Postby Thad » Tue Apr 20, 2021 2:23 pm

One of the things that the Beast Wars comic has done a really good job on is take a look at the cartoon series as a whole and introduce and reinforce big themes and plot points earlier. The Tripredacus Council shows up right in issue #1, and then #2 introduces the Vok. #3 finally gets around to Dinobot's defection, but does it in a much more dramatic and satisfying way than the cartoon did.

In the cartoon, Dinobot challenges Megatron just because he thinks he'd be the better leader; his ejection from the Predacon base is straight-up Looney Tunes slapstick.

In the comic, he defects because the other Predacons are torturing a prisoner. And then he takes them all on singlehandedly and triggers a security lockdown to trap them in their ship while he escapes. It's a sequence that perfectly encapsulates Dinobot's character and his priorities and foreshadows how he's eventually going to meet his end, standing alone against the Predacons to protect the defenseless.

It's a string of really good character moments -- we've got Tarantulas as mad scientist gleefully devising creative ways of harming people. Nyx, one of our new characters, gets a Moment of Badass when, under torture, she tells Megatron, "Okay! I'll tell you what you need to know." Then says, "History barely remembers the original Megatron.

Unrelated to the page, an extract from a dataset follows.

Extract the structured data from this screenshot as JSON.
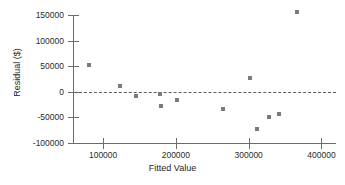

It won't remember you at all."

Then we get a solid character moment from Megatron, who completely loses his composure at that insult, Dinobot gets his big face-turn in and rescues her while speechifying about honor, and we learn a little bit more about the other new character, Skold.

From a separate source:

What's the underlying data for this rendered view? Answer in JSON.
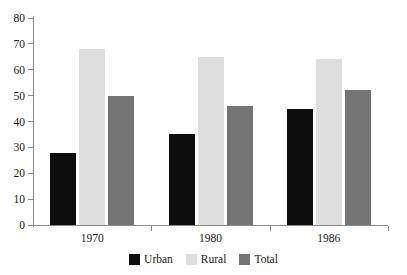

All in all, the series so far has done a really good job of introducing major plot threads earlier while also remembering that character is key and foregrounding it.

A couple of threads that haven't been introduced yet but I'd be interested in seeing the comic expand on:

Rampage. He was a retcon introduced in season 2 of the series; the Axalon wasn't *really* the scientific exploration vessel it had originally been depicted as, it was secretly transporting a dangerous prisoner.

There's no sign of that element at all in the comic, as yet; indeed, Optimus seems like a much more carefree leader in the comic, and so far, at least, there's no indication that the Axalon was anything other than what it appeared. Optimus is the very picture of a guy who was on a boring science mission but wanted adventure and excitement, and (so far, at least) is thrilled that that's what he's gotten.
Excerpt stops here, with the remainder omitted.